SET 62
Anti-Semitism turns up so often in the rsums of 20th-century artists, in fact, that it almost seems part of the job description, and critics and commentators have sometimes tried to mitigate if not excuse it. Wagner, they point out, had Jewish friends. Eliot was a devout, churchgoing Anglican - surely not a "bad" person in any extreme way. So for now, let's leave anti-Semitism off the list. How about misogyny, or generally creepy behavior toward women? Picasso probably takes the prize here: of the seven main women in his life, two went mad and two killed themselves. His standing could be in jeopardy, though, if the crime novelist Patricia Cornwell ever succeeds in proving her conviction - argued at length and at great expense in her book Portrait of a Killer: Jack the Ripper- Case Closed - that the British painter Walter Sickert was in fact the famous serial killer.
Speaking of killing, Norman Mailer in a rage once tried to kill one of his wives. The painter Caravaggio and the poet and playwright Ben Jonson both killed men in duels or brawls. Genet was a thief, Rimbaud was a smuggler, Byron committed incest, Flaubert paid for sex with boys. So case closed, one is tempted to say, invoking Ms. Cornwell's phrase: anti-Semitism, misogyny, racism (I left that out, but there are too many examples to cite), murderousness, theft, sex crimes. That's not to mention the drunkenness, drug-taking, backstabbing, casual adultery and chronic indebtedness that we know attended (or attends) the lives of so many people who make unquestionably good art. Why should we be surprised or think otherwise? Why should artists be any better than the rest of us?
The question - "Can bad people create good art?" - is misleading because badness and goodness in this formulation don't refer to the same thing. In the case of the artist, badness or goodness is a moral quality or judgment; in the case of his art goodness and badness are terms of aesthetic merit, to which morality does not apply. The conductor Daniel Barenboim, a Jew, is a champion of Wagner's music, for example, and has made a point of playing it in Israel, where it is hardly welcome. His defense is that while Wagner may have been reprehensible, his music is not. Barenboim likes to say that Wagner did not compose a single note that is anti-Semitic. And the disconnect between art and morality goes further than that: not only can a "bad" person write a good novel or paint a good picture, but a good picture or a good novel can depict a very bad thing. Think of Picasso's Guernica or Nabokov's Lolita , an exceptionally good novel about the sexual abuse of a minor, described in a way that makes the protagonist seem almost sympathetic.
Yet art, when you experience it, seems ennobling: it inspires and transports us, refines our discriminations, enlarges our understanding and our sympathies. Surely, we imagine, we are better people because of it. And if art does this much for those of us who merely appreciate it, then it must reflect something even better and truer and more inspiring in the lives and character of the people who actually create art. We cling to these notions - especially that art morally improves us - against all evidence to the contrary, for as the critic George Steiner has famously pointed out, the Holocaust contradicts them once and for all. "We know that a man can read Goethe or Rilke in the evening," Steiner writes, "that he can play Bach and Schubert, and go to his day's work at Auschwitz in the morning." Or as Walter Benjamin once wrote: "At the base of every major work of art is a pile of barbarism." Another, possibly more interesting way to think about the question is to cross out bad and change it to good: Can good people make good art? Or to make it a little harder: Can good people make great art? The answer here might seem to be equally self-evident. There are countless artists who seemingly lead decent, morally upstanding lives, who don't beat their wives, slur the Jews, or even cheat on their taxes. There are many more of these, one wants to say, than of the other sort, the Wagners, Rimbauds, Byrons, et al., who are the exception rather than the rule. And yet the creation of truly great art requires a degree of concentration, commitment, dedication, and preoccupation - of selfishness, in a word - that sets that artist apart and makes him not an outlaw, exactly, but a law unto himself.
1)What is the tone of the paragraph?
a)Analytical, b)Argumentive, c)Cynical, d)Critical
2)What is the main idea of the passage?
a)Bad person can make good art.
b)Creation of great art is possible being in commonplace.
c)Challenging the notion: bad people cannot make good art.
d)Asserts certain degree of qualities set great artists apart from the others.
3)What could be a possible paragraph that will follow the excerpt?
a)Will state about anti-Semitic artists to explain how they created great art in spite of going through upheavals in their life.
b)Will state about why, so called, good people failed to create great art.
c)Will state about how great artists tend to live for their art more than for others.
d)Will state about a great artist whose domestic record is less inspiring than his artistic one.
I will refuse to die till I bring justice to all those Sundays I have lost from my life.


> [GOAL OF THE EXERCISE]:
Output a faithful copy of the entries, every picture removed.

> [RECORDED DATA]:
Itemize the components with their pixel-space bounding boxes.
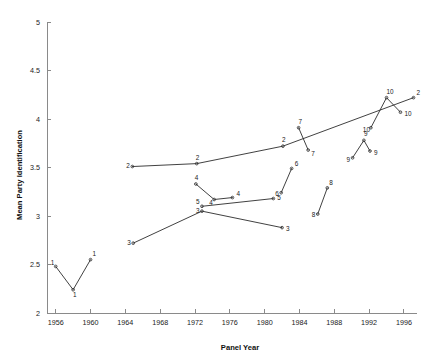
series-group (54, 96, 415, 291)
series-line-3 (133, 211, 282, 243)
x-tick-label: 1984 (291, 318, 307, 327)
x-tick-label: 1992 (361, 318, 377, 327)
point-label-2: 2 (417, 89, 421, 96)
point-label-9: 9 (374, 149, 378, 156)
x-tick-label: 1976 (222, 318, 238, 327)
point-label-1: 1 (51, 259, 55, 266)
chart-plot: 1956196019641968197219761980198419881992… (0, 0, 434, 359)
point-label-4: 4 (209, 199, 213, 206)
series-line-7 (299, 128, 309, 150)
point-label-10: 10 (404, 110, 412, 117)
y-tick-label: 2 (36, 309, 40, 318)
point-label-1: 1 (73, 291, 77, 298)
point-label-6: 6 (295, 160, 299, 167)
x-tick-label: 1960 (83, 318, 99, 327)
point-label-7: 7 (311, 150, 315, 157)
point-label-7: 7 (299, 118, 303, 125)
point-label-3: 3 (196, 207, 200, 214)
x-tick-label: 1972 (187, 318, 203, 327)
point-label-2: 2 (196, 154, 200, 161)
point-label-10: 10 (387, 88, 395, 95)
point-label-8: 8 (329, 179, 333, 186)
y-tick-label: 2.5 (30, 260, 40, 269)
y-tick-label: 5 (36, 18, 40, 27)
y-tick-label: 3 (36, 212, 40, 221)
y-tick-label: 3.5 (30, 163, 40, 172)
point-label-group: 111222233344455667788999101010 (51, 88, 421, 298)
x-axis-title: Panel Year (221, 343, 259, 352)
x-tick-label: 1964 (117, 318, 133, 327)
point-label-5: 5 (196, 198, 200, 205)
x-tick-group: 1956196019641968197219761980198419881992… (48, 309, 412, 327)
chart-container: 1956196019641968197219761980198419881992… (0, 0, 434, 359)
point-label-3: 3 (286, 225, 290, 232)
y-tick-group: 22.533.544.55 (30, 18, 51, 318)
series-line-10 (371, 98, 401, 128)
series-line-1 (56, 260, 91, 290)
point-label-9: 9 (347, 156, 351, 163)
x-tick-label: 1988 (326, 318, 342, 327)
x-tick-label: 1980 (257, 318, 273, 327)
point-label-10: 10 (363, 126, 371, 133)
series-line-8 (318, 188, 328, 214)
axes-group (47, 22, 417, 313)
y-tick-label: 4 (36, 115, 40, 124)
x-tick-label: 1996 (396, 318, 412, 327)
x-tick-label: 1968 (152, 318, 168, 327)
point-label-2: 2 (282, 136, 286, 143)
point-label-6: 6 (275, 190, 279, 197)
point-label-1: 1 (93, 250, 97, 257)
point-label-4: 4 (195, 174, 199, 181)
y-axis-title: Mean Party Identification (15, 130, 24, 220)
point-label-3: 3 (127, 239, 131, 246)
series-line-2 (132, 98, 413, 167)
series-line-9 (353, 140, 370, 157)
y-tick-label: 4.5 (30, 66, 40, 75)
point-label-2: 2 (126, 162, 130, 169)
x-tick-label: 1956 (48, 318, 64, 327)
point-label-4: 4 (236, 190, 240, 197)
series-line-6 (281, 168, 291, 192)
point-label-8: 8 (312, 211, 316, 218)
series-line-4 (196, 184, 233, 200)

> [RESULT OF THE TASK]:
Itemize the components with their pixel-space bounding boxes.
series-group (54, 96, 415, 291)
series-line-3 (133, 211, 282, 243)
x-tick-label: 1984 (291, 318, 307, 327)
x-tick-label: 1992 (361, 318, 377, 327)
point-label-2: 2 (417, 89, 421, 96)
point-label-9: 9 (374, 149, 378, 156)
x-tick-label: 1976 (222, 318, 238, 327)
point-label-1: 1 (51, 259, 55, 266)
chart-plot: 1956196019641968197219761980198419881992… (0, 0, 434, 359)
point-label-4: 4 (209, 199, 213, 206)
series-line-7 (299, 128, 309, 150)
point-label-10: 10 (404, 110, 412, 117)
y-tick-label: 2 (36, 309, 40, 318)
point-label-1: 1 (73, 291, 77, 298)
point-label-6: 6 (295, 160, 299, 167)
x-tick-label: 1960 (83, 318, 99, 327)
point-label-7: 7 (311, 150, 315, 157)
point-label-7: 7 (299, 118, 303, 125)
point-label-3: 3 (196, 207, 200, 214)
x-tick-label: 1972 (187, 318, 203, 327)
point-label-2: 2 (196, 154, 200, 161)
point-label-10: 10 (387, 88, 395, 95)
point-label-8: 8 (329, 179, 333, 186)
y-tick-label: 2.5 (30, 260, 40, 269)
y-tick-label: 5 (36, 18, 40, 27)
y-tick-label: 3 (36, 212, 40, 221)
y-tick-label: 3.5 (30, 163, 40, 172)
point-label-group: 111222233344455667788999101010 (51, 88, 421, 298)
x-axis-title: Panel Year (221, 343, 259, 352)
x-tick-label: 1964 (117, 318, 133, 327)
point-label-5: 5 (196, 198, 200, 205)
x-tick-group: 1956196019641968197219761980198419881992… (48, 309, 412, 327)
chart-container: 1956196019641968197219761980198419881992… (0, 0, 434, 359)
point-label-3: 3 (286, 225, 290, 232)
y-tick-group: 22.533.544.55 (30, 18, 51, 318)
series-line-10 (371, 98, 401, 128)
series-line-1 (56, 260, 91, 290)
point-label-9: 9 (347, 156, 351, 163)
x-tick-label: 1988 (326, 318, 342, 327)
x-tick-label: 1980 (257, 318, 273, 327)
point-label-10: 10 (363, 126, 371, 133)
series-line-8 (318, 188, 328, 214)
axes-group (47, 22, 417, 313)
y-tick-label: 4 (36, 115, 40, 124)
x-tick-label: 1996 (396, 318, 412, 327)
x-tick-label: 1968 (152, 318, 168, 327)
point-label-2: 2 (282, 136, 286, 143)
point-label-6: 6 (275, 190, 279, 197)
point-label-1: 1 (93, 250, 97, 257)
point-label-4: 4 (195, 174, 199, 181)
y-axis-title: Mean Party Identification (15, 130, 24, 220)
point-label-3: 3 (127, 239, 131, 246)
series-line-2 (132, 98, 413, 167)
series-line-9 (353, 140, 370, 157)
y-tick-label: 4.5 (30, 66, 40, 75)
point-label-2: 2 (126, 162, 130, 169)
x-tick-label: 1956 (48, 318, 64, 327)
point-label-4: 4 (236, 190, 240, 197)
series-line-6 (281, 168, 291, 192)
point-label-8: 8 (312, 211, 316, 218)
series-line-4 (196, 184, 233, 200)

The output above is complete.